Pope hits out at ‘infantile and destructive’ aggression

WelCom May 2022 Pope Francis has given Russia’s President Vladimir Putin the edge of his tongue for launching a ‘savage’ war. The pope was speaking during a two-day visit to…

WelCom May 2022

Papal envoy Cardinal Konrad Krajewski prays at a mass grave in Ukraine on Good Friday. Eighty bodies were buried in the grave. Photo: Vatican Media

Pope Francis has given Russia’s President Vladimir Putin the edge of his tongue for launching a ‘savage’ war.

The pope was speaking during a two-day visit to the island of Malta last month.

Rather than use the Russian president’s name, Francis instead referred to Putin as ‘some potentate’ who had unleashed the threat of nuclear war on the world in an ‘infantile and destructive aggression’ under the guise of ‘anachronist claims of nationalistic interests’.

‘From the east of Europe, from the land of the sunrise, the dark shadows of war have now spread. We had thought that invasions of other countries, savage street fighting and atomic threats were grim memories of a distant past,’ the Pope said.

The ‘icy winds of war, which bring only death, destruction and hatred in their wake, have swept down powerfully upon the lives of many people and affected us all,’ Pope Francis said.

Moscow denies targeting civilians in its so-called ‘special military operation’ in Ukraine. It claims this ‘operation’ – aka ‘war’ to the rest of the world including the Pope – is meant not to occupy territory but to demilitarise and ‘de-nazify’ its neighbour.

The Vatican, which in recent years has forged unprecedented new relations with the Russian Orthodox Church, has offered itself as a potential mediator. So far, the offer hasn’t been taken up, although the Pope has had several invitations to visit as a messenger of peace.

The Pope also criticised the armaments industry and expressed distress at the fading enthusiasm for peace that emerged after World War Two.

The clash of interests and ideologies have ‘re-emerged powerfully in the seductions of autocracy, new forms of imperialism and widespread aggressiveness,’ he said.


| WHAT YOU ARE ASKED TO DO |
Return, from the data below, each line that contains the word "JSON".
------------------------------------
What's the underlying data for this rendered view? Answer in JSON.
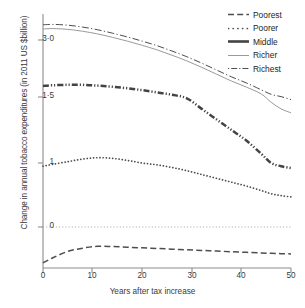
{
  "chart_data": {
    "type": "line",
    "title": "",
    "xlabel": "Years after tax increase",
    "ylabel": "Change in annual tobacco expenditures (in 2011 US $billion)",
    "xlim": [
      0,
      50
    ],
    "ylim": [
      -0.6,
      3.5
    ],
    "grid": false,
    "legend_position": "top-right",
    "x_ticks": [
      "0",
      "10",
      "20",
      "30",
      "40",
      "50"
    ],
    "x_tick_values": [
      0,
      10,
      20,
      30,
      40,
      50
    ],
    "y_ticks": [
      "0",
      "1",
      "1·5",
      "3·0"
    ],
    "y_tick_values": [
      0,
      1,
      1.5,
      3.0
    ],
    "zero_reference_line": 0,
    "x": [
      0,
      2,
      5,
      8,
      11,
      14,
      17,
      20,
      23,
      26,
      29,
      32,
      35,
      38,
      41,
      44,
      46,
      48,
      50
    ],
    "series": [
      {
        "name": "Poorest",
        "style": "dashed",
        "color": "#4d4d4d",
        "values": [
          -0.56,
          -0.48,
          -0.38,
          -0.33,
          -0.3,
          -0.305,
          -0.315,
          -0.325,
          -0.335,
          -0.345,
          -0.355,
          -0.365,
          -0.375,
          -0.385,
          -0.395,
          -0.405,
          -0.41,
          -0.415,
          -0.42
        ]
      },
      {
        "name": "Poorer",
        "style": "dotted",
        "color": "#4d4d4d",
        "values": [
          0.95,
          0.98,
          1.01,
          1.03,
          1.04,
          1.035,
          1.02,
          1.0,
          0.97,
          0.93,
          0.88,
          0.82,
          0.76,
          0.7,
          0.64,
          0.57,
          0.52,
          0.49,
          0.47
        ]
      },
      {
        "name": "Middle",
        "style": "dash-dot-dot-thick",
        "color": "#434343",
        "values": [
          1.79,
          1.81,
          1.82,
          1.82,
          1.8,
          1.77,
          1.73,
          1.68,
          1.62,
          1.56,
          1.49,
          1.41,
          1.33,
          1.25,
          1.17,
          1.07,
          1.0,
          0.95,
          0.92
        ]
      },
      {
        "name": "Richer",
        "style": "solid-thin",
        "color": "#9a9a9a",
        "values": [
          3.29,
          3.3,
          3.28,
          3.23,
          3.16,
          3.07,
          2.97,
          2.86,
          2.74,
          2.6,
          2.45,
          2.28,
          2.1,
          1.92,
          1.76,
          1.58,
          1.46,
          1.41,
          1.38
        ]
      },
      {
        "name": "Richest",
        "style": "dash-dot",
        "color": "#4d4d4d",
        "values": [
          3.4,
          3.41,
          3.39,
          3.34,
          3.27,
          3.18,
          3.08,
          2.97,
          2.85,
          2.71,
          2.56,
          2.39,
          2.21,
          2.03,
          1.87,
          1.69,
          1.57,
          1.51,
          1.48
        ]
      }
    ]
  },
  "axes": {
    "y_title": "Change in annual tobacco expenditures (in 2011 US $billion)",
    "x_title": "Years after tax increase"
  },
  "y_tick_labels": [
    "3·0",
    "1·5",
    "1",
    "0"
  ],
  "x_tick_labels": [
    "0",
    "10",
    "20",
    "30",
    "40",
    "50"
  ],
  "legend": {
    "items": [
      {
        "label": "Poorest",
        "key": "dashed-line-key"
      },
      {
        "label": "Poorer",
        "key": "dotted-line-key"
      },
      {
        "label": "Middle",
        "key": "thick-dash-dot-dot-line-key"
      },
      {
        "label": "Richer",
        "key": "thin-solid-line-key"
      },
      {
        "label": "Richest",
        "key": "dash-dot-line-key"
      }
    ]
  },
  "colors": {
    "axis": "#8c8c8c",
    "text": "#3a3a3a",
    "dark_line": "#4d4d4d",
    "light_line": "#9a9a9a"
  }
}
------------------------------------
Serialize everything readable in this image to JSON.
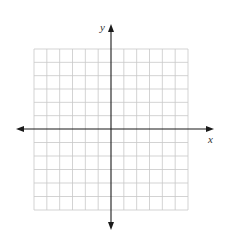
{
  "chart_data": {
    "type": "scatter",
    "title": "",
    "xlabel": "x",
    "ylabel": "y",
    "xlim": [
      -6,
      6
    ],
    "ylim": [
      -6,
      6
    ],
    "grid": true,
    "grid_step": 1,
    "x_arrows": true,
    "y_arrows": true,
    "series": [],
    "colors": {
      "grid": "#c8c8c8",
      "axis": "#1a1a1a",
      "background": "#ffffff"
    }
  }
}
------------------------------------
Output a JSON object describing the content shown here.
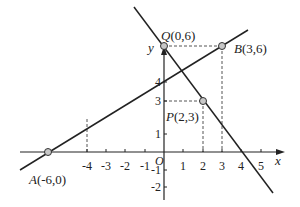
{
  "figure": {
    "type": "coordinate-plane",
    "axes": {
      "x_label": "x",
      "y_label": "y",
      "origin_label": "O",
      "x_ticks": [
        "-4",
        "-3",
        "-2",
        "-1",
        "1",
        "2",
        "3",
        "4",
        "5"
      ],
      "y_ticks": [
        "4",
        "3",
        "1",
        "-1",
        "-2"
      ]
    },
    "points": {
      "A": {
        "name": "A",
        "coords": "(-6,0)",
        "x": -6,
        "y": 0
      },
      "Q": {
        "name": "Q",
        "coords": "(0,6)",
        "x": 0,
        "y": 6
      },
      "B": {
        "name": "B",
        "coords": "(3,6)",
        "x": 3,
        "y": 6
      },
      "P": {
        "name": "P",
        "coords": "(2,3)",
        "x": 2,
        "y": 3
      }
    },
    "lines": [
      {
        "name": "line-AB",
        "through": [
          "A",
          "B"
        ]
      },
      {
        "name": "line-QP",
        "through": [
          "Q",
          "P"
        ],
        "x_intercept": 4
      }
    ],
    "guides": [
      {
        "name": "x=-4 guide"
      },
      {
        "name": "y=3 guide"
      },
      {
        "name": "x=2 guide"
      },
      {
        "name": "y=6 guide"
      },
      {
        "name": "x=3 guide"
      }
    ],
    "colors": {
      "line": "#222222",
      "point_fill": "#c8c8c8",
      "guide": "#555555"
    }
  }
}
------------------------------------
| TASK OUTPUT |
What's the underlying data for this rendered view? Answer in JSON.
Serialize everything readable in this image to JSON.
Output a JSON object describing the content shown here.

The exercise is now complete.